SAS

We were thinking about our road map for Kiln today and I got to thinking about the underlying principles, or themes, I want to guide our planning. Coincidentally, when I got off work and was poking around the web I ran across this post on principles and it motivated me to write up what I was thinking about in the meeting.

I think I can summarize my train of thought, my design themes, in three words Stability, Agility and Scalability (SAS for short.) These three themes aren't all there is to software development, but I think they form a useful foundation for leveraging other architectural systems like SOLID or The Twelve Factor App.

Stability

I have always been an iterative developer. I like to get something working and then grow it in to a larger product over time. In order for iterating to work, you have to build a solid base and fix problems with each iteration. Thinking back on my work leading the team that built the Designer Framework for TIBCO, we had more time than the teams using the framework on each release. Basically we would get started and then lock down the next version of the framework for the other teams to use. While there were certainly changes along the way, we spent most of our time dealing with one of my OCD-like fixations - killing bugs. I hate having bugs in my queue, and when I am in charge of a group or product, I hate bugs in my product. So we worked really hard to get rid of as many known bugs as possible in Designer. I think it worked, since Designer was still in production a decade later with minimal support. I define stability as having software that doesn't need a lot of operational maintenance, software that just works. Squashing bugs is a big part of that.

But in order to fix bugs, you have to find the bugs. There are a lot of ways to find bugs. I think a good product is probably going to rely on more than one bug finder, I know that the lead QA person for Designer, Ali Ahmed, was invaluable in our process. In addition to great QA resources, automated testing is an important way to both find bugs and to ensure stability. Automated tests provide you with a quick and easy way to know when you break something.

Automated tests provide a sort of wall around a piece of code. For example, if I am building a client-server architecture, automated tests around the server make it safer to change the server, reducing the chance that the client will be affected. Having these tests not only makes the product more stable, it can provide a level of agility.

Agility

I define agility in software as the ability to move software in new directions quickly. A new direction might mean adding a feature or it might mean rewriting your entire server to run on a new platform. Agility comes from having a good architecture, a well organized code base, and from having the automated tests I need to make sure I don't break something every time I change something. Agility can also affect the tools I chose. Modern tools that increase my productivity are better than some older tools. Leveraging build tools, continuous integration, and a good bug tracker, like FogBugz, are important aspects of agility.

I think it is easy for developers to think of stability as unchanging. But this isn't true, stability is about building software that works.

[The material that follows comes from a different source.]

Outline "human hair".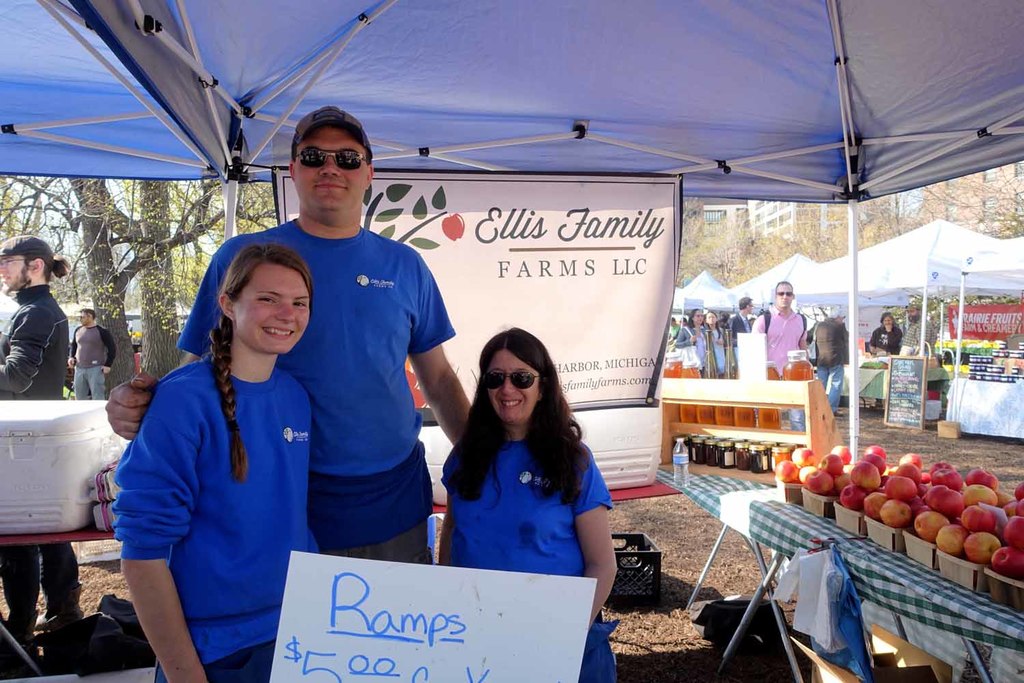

Agility is a perpendicular priority that I think of as building software that is easy to work on. Some considerations with agility might include how many files you have to touch to add a simple feature, how many technologies a new developer has to learn to work on your product, do you have multiple "versions" of the same code running at the same time? It isn't that any of these things is wrong, but thinking about agility while I develop provides a forcing function for creating simpler, more maintainable and more "iterable" code.

Scalability

Scalability is a later addition to my principles. I spent a fair bit of my career working on user interface applications, which only have to address a single user. But as I have moved through the TIBCO messaging group and then in to Fog Creek's developer tools group, the concept of scalability has crept in.

Scalability grows out of stability for me. If you want to make a web-based product that can run for years with minimal support you have to be able to scale that product with minimal effort. Great scalability can't depend on code changes, it has to depend on getting additional resources and changing the configuration.

Scalability can also help with agility. By designing software that is independent, and easy to test, you also make it easy to plug in new elements. In other words, by using patterns like loosely-coupled components and encapsulation you make your software more agile (not to be confused with agile software development.)

Conclusions

So those are my themes - Stability, Agility and Scalability. Some of the ways I try to work toward these themes are:

  • Fix as many known bugs as possible
  • Automate as many useful tests as possible
  • Try to write software that is easy to work on
  • Work toward loosely coupled components
  • Encapsulate code

I think holding those in my head while I architect software helps make my projects better, easier to maintain and more fun to work on.